Obama's mistake from the beginning has been to seek a "bipartisan" solution to this legislative puzzle. Time and time again the Republicans have made it clear that they will not vote for any bill, no matter how many concessions it contains. We should be talking about compromise in the sense of getting together the progressive and the Blue Dog wings of the Democratic party. Progressives also have the option of running strong primary challengers against Blue Dogs in the next election, and that fact should not be left out of the negotiation process. Max Baucus has a 'gang of six' that includes three Democrats and three Republicans. The 'gang of six' should have included three liberals and three Blue Dogs, since these are the only two parties that matter right now.

The strength of the Blue Dog caucus because of triangulation. I blame Bill Clinton.

The best thing Obama could say at his speech next week is, "on the issue of health care reform, several Republicans and a few Democrats have not been negotiating in good faith. That's okay. We can get this thing done without them. And the voters can let them know what they think about that at the next election."
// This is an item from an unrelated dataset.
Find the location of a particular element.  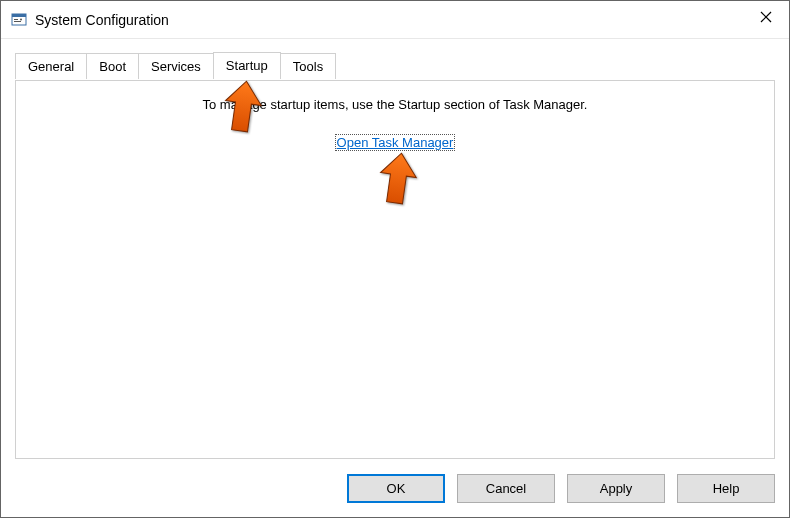

app-icon is located at coordinates (19, 20).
But it doesn't seem like Obama's ready to play hardball.

Jessica's Law

In 2005 Florida passed the Jessica Lunsford Act after the brutal rape and murder of a white girl by 47-year-old John Couey. Despite the fact that existing law was sufficient to give John Couey the death penalty in this case, legislatures around the country have decided that existing laws against sex offenders were not stringent enough, and many states have passed the JLA or versions of it.

What the Act primarily does is enforce lifelong monitoring for sex offenders and assign mandatory minimum sentences for lewd and lascivious acts against children under 12 and for sexual battery and rape against young children. I have two problems with this law. First, 'sex offender' may be too broadly defined, including acts such as urinating outside or consenual sex with a minor in some cases. It seems unfair to me to condemn a homeless person to a lifetime of electronic monitoring because they don't own a home with a bathroom to pee in.

Second, mandatory minimum sentences tie judges' hands. The whole point of having the system of judges, juries and trials is that not every circumstance can be adequately anticipated by legislation, hence judges have (or should have, they increasingly have less) the power to interpret the law in the light of the facts of any particular case.

In any event, the upshot of all of this is that, in order to take a job where I'll be tutoring through the public school system, I have to go downtown on a weekday during a very narrow range of business hours (8:30-12 and 2-4, Monday through Friday) and pay over 80 bucks to get fingerprinted and run a criminal background check.

John Couey wasn't a certified teacher, he never applied to work at a day care or tutoring company or as a teacher's aide. He worked at a freaking truck stop and grabbed a child out of her own home at 3am and because of that I have to pay 80 freaking bucks? I'm a broke young professional just out of college who is working hard to scrape together rent on a part-time teacher's pay. We have a shortage of good teachers in this state. Why am I and every other educator in this state penalized for the actions of one monster? Next time the FL legislature decides to throw a hissy fit over sex offenders, could they at least pay for the fingerprints themselves?

Personal News

Now that I've taken a job with a company that does tutoring through federal NCLB funds, I've got three jobs. I'm a part-time teacher, part-time freelance tutor and part-time tutor through a company. My calendar for the next few weeks and months is rapidly filling up, which is not making my girlfriend entirely happy. On the other hand, soon I won't have to be in a perpetual state of fear over paying for rent and groceries.

Meanwhile, at the school my first week went well (I lectured on the scientific method and skepticism) and my second week is looking good (I bought new math books for two of my middle-schoolers. I started using Google Calendar which should help me and my girlfriend keep track of each other's schedules, particularly because mine is so variable. Who knows when I'll find time to sit down and play a game of D&D again?